Start of DATA FOR THIS TASK

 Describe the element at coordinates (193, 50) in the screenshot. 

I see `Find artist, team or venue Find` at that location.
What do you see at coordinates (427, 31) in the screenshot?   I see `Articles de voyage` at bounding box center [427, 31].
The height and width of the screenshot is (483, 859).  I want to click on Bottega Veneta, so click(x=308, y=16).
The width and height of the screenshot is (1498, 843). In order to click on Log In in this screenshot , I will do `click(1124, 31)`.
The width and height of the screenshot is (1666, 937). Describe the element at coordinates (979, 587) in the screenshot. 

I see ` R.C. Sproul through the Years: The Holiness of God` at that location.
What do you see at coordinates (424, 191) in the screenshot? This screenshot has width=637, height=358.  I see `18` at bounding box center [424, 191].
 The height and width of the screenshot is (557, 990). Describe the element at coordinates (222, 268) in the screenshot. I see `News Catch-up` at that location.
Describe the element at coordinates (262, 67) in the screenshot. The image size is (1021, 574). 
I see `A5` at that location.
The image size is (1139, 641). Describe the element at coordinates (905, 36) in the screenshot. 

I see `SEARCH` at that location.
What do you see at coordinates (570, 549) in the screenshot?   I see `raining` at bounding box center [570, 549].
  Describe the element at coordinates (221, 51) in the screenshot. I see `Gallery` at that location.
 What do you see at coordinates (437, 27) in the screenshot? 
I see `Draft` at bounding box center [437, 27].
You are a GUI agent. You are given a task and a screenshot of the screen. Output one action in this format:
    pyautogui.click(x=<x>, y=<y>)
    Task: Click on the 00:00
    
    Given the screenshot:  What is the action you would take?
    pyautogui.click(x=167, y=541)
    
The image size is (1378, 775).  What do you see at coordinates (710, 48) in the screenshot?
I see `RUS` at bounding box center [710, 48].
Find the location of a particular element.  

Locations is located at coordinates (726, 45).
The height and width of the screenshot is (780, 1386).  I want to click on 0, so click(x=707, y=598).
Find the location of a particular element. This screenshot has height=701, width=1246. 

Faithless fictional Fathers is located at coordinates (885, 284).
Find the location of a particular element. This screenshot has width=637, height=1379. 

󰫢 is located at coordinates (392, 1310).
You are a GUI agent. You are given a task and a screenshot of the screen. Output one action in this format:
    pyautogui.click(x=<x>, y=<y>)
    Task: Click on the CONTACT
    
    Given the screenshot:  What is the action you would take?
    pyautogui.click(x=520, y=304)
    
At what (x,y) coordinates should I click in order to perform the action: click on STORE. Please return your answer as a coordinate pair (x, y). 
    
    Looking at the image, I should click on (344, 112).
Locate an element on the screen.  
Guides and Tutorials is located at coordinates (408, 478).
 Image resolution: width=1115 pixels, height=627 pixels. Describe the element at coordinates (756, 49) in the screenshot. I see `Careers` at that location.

End of DATA FOR THIS TASK

-- WHAT THE TASK REQUIRES --
Your task is to repeat the data exactly, with nothing left out.

-- RESPONSE BOX --
 Describe the element at coordinates (193, 50) in the screenshot. 

I see `Find artist, team or venue Find` at that location.
What do you see at coordinates (427, 31) in the screenshot?   I see `Articles de voyage` at bounding box center [427, 31].
The height and width of the screenshot is (483, 859).  I want to click on Bottega Veneta, so click(x=308, y=16).
The width and height of the screenshot is (1498, 843). In order to click on Log In in this screenshot , I will do `click(1124, 31)`.
The width and height of the screenshot is (1666, 937). Describe the element at coordinates (979, 587) in the screenshot. 

I see ` R.C. Sproul through the Years: The Holiness of God` at that location.
What do you see at coordinates (424, 191) in the screenshot? This screenshot has width=637, height=358.  I see `18` at bounding box center [424, 191].
 The height and width of the screenshot is (557, 990). Describe the element at coordinates (222, 268) in the screenshot. I see `News Catch-up` at that location.
Describe the element at coordinates (262, 67) in the screenshot. The image size is (1021, 574). 
I see `A5` at that location.
The image size is (1139, 641). Describe the element at coordinates (905, 36) in the screenshot. 

I see `SEARCH` at that location.
What do you see at coordinates (570, 549) in the screenshot?   I see `raining` at bounding box center [570, 549].
  Describe the element at coordinates (221, 51) in the screenshot. I see `Gallery` at that location.
 What do you see at coordinates (437, 27) in the screenshot? 
I see `Draft` at bounding box center [437, 27].
You are a GUI agent. You are given a task and a screenshot of the screen. Output one action in this format:
    pyautogui.click(x=<x>, y=<y>)
    Task: Click on the 00:00
    
    Given the screenshot:  What is the action you would take?
    pyautogui.click(x=167, y=541)
    
The image size is (1378, 775).  What do you see at coordinates (710, 48) in the screenshot?
I see `RUS` at bounding box center [710, 48].
Find the location of a particular element.  

Locations is located at coordinates (726, 45).
The height and width of the screenshot is (780, 1386).  I want to click on 0, so click(x=707, y=598).
Find the location of a particular element. This screenshot has height=701, width=1246. 

Faithless fictional Fathers is located at coordinates (885, 284).
Find the location of a particular element. This screenshot has width=637, height=1379. 

󰫢 is located at coordinates (392, 1310).
You are a GUI agent. You are given a task and a screenshot of the screen. Output one action in this format:
    pyautogui.click(x=<x>, y=<y>)
    Task: Click on the CONTACT
    
    Given the screenshot:  What is the action you would take?
    pyautogui.click(x=520, y=304)
    
At what (x,y) coordinates should I click in order to perform the action: click on STORE. Please return your answer as a coordinate pair (x, y). 
    
    Looking at the image, I should click on (344, 112).
Locate an element on the screen.  
Guides and Tutorials is located at coordinates (408, 478).
 Image resolution: width=1115 pixels, height=627 pixels. Describe the element at coordinates (756, 49) in the screenshot. I see `Careers` at that location.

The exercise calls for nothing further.